Mr. Navalny spoke to resentments among ordinary Russians. His primary target was corruption, especially the self-enrichment of Mr. Putin and his cronies. He used folksiness, humor and courage, alongside an organization that produced a stream of slick, entertaining videos.

In one of them, made to prove that the Kremlin was behind his poisoning, Mr. Navalny reportedly impersonates a Russian security official to elicit information — a remarkable feat of investigative journalism in a police state. The videos about the palace built for Mr. Putin and the extravagant country estate of the former president Dmitri Medvedev were seen by millions. His condemnation of the ruling United Russia party as a “party of crooks and thieves” became an indelible slogan.

Though he tried to run for office and urged followers to vote against Mr. Putin, Mr. Navalny was not a politician. Initially a member of the opposition Yabloko party, he broke with it because he was willing to support any faction that opposed Mr. Putin, whatever its ideology.

He was a crusader — against corruption, against evil, against venality, and always against Mr. Putin. He revealed some of this in a series of published answers to questions posed by Boris Akunin, a popular Russian writer of mysteries who now lives in Britain and whose arrest was recently ordered in absentia by a Russian court for “justifying terrorism.”

Mr. Navalny spoke of his faith in God and science, of his love of literature, of his love of Russia. His favorite book, he said, was Mark Twain’s “Adventures of Huckleberry Finn,” which he read at 10 or 11.

What, Mr. Akunin asked, is the greatest source of evil? “All that is necessary for the triumph of evil is the inaction of good people,” Mr.
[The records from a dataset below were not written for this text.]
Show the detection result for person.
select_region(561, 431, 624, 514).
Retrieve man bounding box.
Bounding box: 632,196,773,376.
Navalny replied. And what brings the most benefit? “Participation in the battle of good and neutrality.”

That was his credo, the impossibility of standing to the side while evil ran rampant. Russians at all levels understand these spiritual crusades. They have turned Russian writers and artists into the most powerful opponents of authoritarians and autocrats, echoing and answering Aleksandr Solzhenitsyn’s challenge to “live not by lies.”

But while Mr. Solzhenitsyn and the dissidents of the Soviet era fought against a regime that denied freedom in the name of a utopian ideology, Mr. Navalny’s battle was against those who used the victory over Communism to accumulate power and wealth. “I can’t stop myself from fiercely, wildly hating those who sold, pissed away and squandered the historical chance that our country had in the early ’90s,” he said in one interview.
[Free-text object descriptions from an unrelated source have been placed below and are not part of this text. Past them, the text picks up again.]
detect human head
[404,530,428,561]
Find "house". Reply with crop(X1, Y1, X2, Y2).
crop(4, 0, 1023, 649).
Mr. Putin and his cronies, many of them veterans of the old K.G.B., understood the threat Mr. Navalny posed. They worked hard to silence him or drive him into exile with endless petty arrests, harassment of his followers and, in 2020, an infamous attempt to murder him in Siberia with a form of the nerve agent Novichok.

But Mr. Navalny survived and returned to Russia the following year, knowing that Mr. Putin would probably send him to the labor camps in which so many of Russia’s greatest dissidents languished, and that he might well die in one. He has been imprisoned since 2021 and was shipped last year to a remote and notoriously brutal camp known as “Polar Wolf,” high above the Arctic Circle.

Still, he continued to speak out, through occasional visits from his lawyers or through his organization and his family. Mr. Navalny’s website has been campaigning to challenge any claims that the result of next month’s presidential election in Russia should be seen as a popular endorsement of Mr. Putin’s rule. “Let’s break his plans and make it so no one would be interested in the concocted results of March 17, but all Russia would see and understand that the will of the majority is that Putin must go away,” was the call.

It is too early to gauge the immediate consequences of Mr. Navalny’s death. Much of the organized opposition to Mr. Putin has been crushed through arrests or flights abroad. But the rise of a new martyr will give new force to the questions and accusations Mr. Navalny leveled, making it that much harder for Mr. Putin to sustain the myth of serving Russian greatness.

Mr. Navalny was not afraid of suffering, and chose to fight for what he believed in. “I believe in real love,” he told Mr. Akunin. “I believe that Russia will be happy and free. And I do not believe in death.”